Client Document Request Generator for Bookkeepers
Bookkeepers lose hours every month chasing clients for documents. The fix is not a sterner email. The fix is a tailored, industry-specific request list that tells the client exactly what to pull and where to find it.
This generator builds that list in two clicks. Pick the client's business type, pick what you need it for, and get a complete checklist with every doc named, every nuance flagged, and every CPA-only line item tagged separately. 32 checklists across 8 industries. Free.
Client's business type
What do you need?
Where should we send the checklist?
How to use this checklist
Send the checklist to the client as a PDF attachment or paste it as text in your client portal or email. Each item is named the way the document actually appears in the source system (so "POS end-of-month report" not "sales summary"), with the path noted where it matters (so "Amazon > Payments > Date Range Reports").
The Required tag flags items the return cannot be filed without. The CPA needs this tag flags items the bookkeeper does not need to gather for the books to close, but that the CPA will ask for at tax time. If you are handing off to a CPA, send the CPA-tagged items along with the financials. If you are filing the return yourself, gather both.
What is in each checklist
Each checklist is built around the workflow it serves, not a generic doc-dump list.
- Monthly Close: bank and credit card statements, revenue source reports, vendor invoices, and the payroll summary. The items you need every month to reconcile and produce a P&L.
- Year-End Close: everything monthly plus inventory counts, asset purchase summaries, 1099 prep data, sales tax filings, loan year-end statements, and insurance audit data.
- Tax Prep Handoff: the package a CPA needs to file the return. P&L, balance sheet, reconciled books, depreciation schedule, owner compensation, estimated tax payments, and industry-specific items like FICA tip credit data for restaurants or real estate professional hours logs.
- New Client Onboarding: the intake list. Entity details, system logins, banking, current vendors, payroll setup, and existing tax relationships.
Why generic templates fail
A generic "send me your receipts and bank statements" email leads to a back-and-forth that costs both sides time. Your client sends a screenshot of their banking app instead of a PDF statement. They send the Amazon dashboard view instead of the settlement report (which has actual deposits, fees, and refunds). They forget the gift card liability for the restaurant or the 1031 exchange documents for the rental sale.

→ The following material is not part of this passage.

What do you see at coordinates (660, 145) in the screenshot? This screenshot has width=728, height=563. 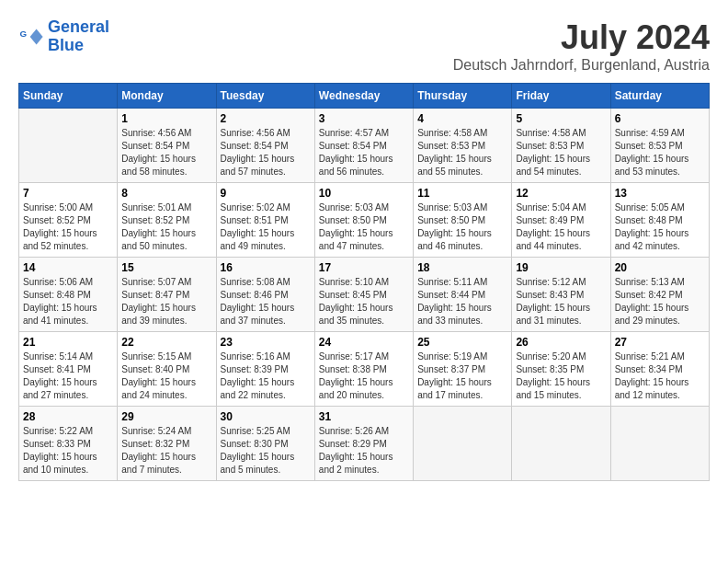 I see `calendar-cell: 6Sunrise: 4:59 AMSunset: 8:53 PMDaylight…` at bounding box center [660, 145].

Industry-specific lists prevent this. A restaurant gets asked for tip distribution reports, Form 8027 data, and food vendor invoices by name (Sysco, US Foods, Restaurant Depot). An ecommerce client gets asked for marketplace settlement reports with the exact path to download them. A real estate client gets asked for HUD-1 closing statements, Form 1098 from each lender, and a hours log if they claim real estate professional status. The list does the explaining.